WHAT NEEDS TO BE DONE
Word for word, give every line of the listing again.

AVAILABLE DATA
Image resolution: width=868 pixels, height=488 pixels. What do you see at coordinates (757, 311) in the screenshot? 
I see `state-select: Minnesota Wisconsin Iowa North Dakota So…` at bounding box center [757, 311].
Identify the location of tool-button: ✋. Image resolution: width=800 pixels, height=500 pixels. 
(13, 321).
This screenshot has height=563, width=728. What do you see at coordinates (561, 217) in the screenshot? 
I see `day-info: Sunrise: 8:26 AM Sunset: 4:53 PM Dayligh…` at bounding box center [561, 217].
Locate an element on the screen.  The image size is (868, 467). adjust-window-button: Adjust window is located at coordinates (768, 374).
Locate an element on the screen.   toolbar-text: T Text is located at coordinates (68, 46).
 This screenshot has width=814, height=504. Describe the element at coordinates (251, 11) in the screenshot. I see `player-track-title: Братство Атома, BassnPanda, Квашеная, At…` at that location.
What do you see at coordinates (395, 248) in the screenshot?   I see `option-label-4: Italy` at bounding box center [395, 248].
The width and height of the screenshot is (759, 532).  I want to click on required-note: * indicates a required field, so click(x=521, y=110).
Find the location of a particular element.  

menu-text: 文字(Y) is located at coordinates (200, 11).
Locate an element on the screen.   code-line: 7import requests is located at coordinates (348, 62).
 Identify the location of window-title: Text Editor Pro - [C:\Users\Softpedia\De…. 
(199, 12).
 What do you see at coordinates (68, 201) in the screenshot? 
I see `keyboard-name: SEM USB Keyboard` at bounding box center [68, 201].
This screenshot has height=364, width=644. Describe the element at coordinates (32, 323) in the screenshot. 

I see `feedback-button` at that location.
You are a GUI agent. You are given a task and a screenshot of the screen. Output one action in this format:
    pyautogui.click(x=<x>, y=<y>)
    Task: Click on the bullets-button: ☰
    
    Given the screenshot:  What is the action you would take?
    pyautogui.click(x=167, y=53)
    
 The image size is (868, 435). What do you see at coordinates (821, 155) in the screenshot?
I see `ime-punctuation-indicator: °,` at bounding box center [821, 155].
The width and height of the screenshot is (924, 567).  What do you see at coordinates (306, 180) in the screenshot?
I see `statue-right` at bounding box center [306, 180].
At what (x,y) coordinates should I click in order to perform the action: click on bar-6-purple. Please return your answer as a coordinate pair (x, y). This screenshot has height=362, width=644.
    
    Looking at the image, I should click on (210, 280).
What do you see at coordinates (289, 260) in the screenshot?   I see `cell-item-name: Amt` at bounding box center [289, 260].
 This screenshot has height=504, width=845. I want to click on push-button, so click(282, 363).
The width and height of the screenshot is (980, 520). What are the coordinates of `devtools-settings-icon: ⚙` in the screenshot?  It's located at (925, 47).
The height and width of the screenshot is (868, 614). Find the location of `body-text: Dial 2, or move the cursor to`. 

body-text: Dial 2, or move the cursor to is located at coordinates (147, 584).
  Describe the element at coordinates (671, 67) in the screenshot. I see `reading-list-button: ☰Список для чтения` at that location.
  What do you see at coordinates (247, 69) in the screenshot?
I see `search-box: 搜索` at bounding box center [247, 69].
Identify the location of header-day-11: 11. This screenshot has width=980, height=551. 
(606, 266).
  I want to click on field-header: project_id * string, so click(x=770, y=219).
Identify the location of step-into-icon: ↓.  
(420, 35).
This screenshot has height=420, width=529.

WRITTEN REPLY
Image resolution: width=868 pixels, height=488 pixels. What do you see at coordinates (757, 311) in the screenshot? 
I see `state-select: Minnesota Wisconsin Iowa North Dakota So…` at bounding box center [757, 311].
Identify the location of tool-button: ✋. Image resolution: width=800 pixels, height=500 pixels. 
(13, 321).
This screenshot has height=563, width=728. What do you see at coordinates (561, 217) in the screenshot? 
I see `day-info: Sunrise: 8:26 AM Sunset: 4:53 PM Dayligh…` at bounding box center [561, 217].
Locate an element on the screen.  The image size is (868, 467). adjust-window-button: Adjust window is located at coordinates (768, 374).
Locate an element on the screen.   toolbar-text: T Text is located at coordinates (68, 46).
 This screenshot has width=814, height=504. Describe the element at coordinates (251, 11) in the screenshot. I see `player-track-title: Братство Атома, BassnPanda, Квашеная, At…` at that location.
What do you see at coordinates (395, 248) in the screenshot?   I see `option-label-4: Italy` at bounding box center [395, 248].
The width and height of the screenshot is (759, 532).  I want to click on required-note: * indicates a required field, so click(x=521, y=110).
Find the location of a particular element.  

menu-text: 文字(Y) is located at coordinates (200, 11).
Locate an element on the screen.   code-line: 7import requests is located at coordinates (348, 62).
 Identify the location of window-title: Text Editor Pro - [C:\Users\Softpedia\De…. 
(199, 12).
 What do you see at coordinates (68, 201) in the screenshot? 
I see `keyboard-name: SEM USB Keyboard` at bounding box center [68, 201].
This screenshot has height=364, width=644. Describe the element at coordinates (32, 323) in the screenshot. 

I see `feedback-button` at that location.
You are a GUI agent. You are given a task and a screenshot of the screen. Output one action in this format:
    pyautogui.click(x=<x>, y=<y>)
    Task: Click on the bullets-button: ☰
    
    Given the screenshot:  What is the action you would take?
    pyautogui.click(x=167, y=53)
    
 The image size is (868, 435). What do you see at coordinates (821, 155) in the screenshot?
I see `ime-punctuation-indicator: °,` at bounding box center [821, 155].
The width and height of the screenshot is (924, 567).  What do you see at coordinates (306, 180) in the screenshot?
I see `statue-right` at bounding box center [306, 180].
At what (x,y) coordinates should I click in order to perform the action: click on bar-6-purple. Please return your answer as a coordinate pair (x, y). This screenshot has height=362, width=644.
    
    Looking at the image, I should click on (210, 280).
What do you see at coordinates (289, 260) in the screenshot?   I see `cell-item-name: Amt` at bounding box center [289, 260].
 This screenshot has height=504, width=845. I want to click on push-button, so click(282, 363).
The width and height of the screenshot is (980, 520). What are the coordinates of `devtools-settings-icon: ⚙` in the screenshot?  It's located at (925, 47).
The height and width of the screenshot is (868, 614). Find the location of `body-text: Dial 2, or move the cursor to`. 

body-text: Dial 2, or move the cursor to is located at coordinates (147, 584).
  Describe the element at coordinates (671, 67) in the screenshot. I see `reading-list-button: ☰Список для чтения` at that location.
  What do you see at coordinates (247, 69) in the screenshot?
I see `search-box: 搜索` at bounding box center [247, 69].
Identify the location of header-day-11: 11. This screenshot has width=980, height=551. 
(606, 266).
  I want to click on field-header: project_id * string, so click(x=770, y=219).
Identify the location of step-into-icon: ↓.  
(420, 35).
This screenshot has height=420, width=529.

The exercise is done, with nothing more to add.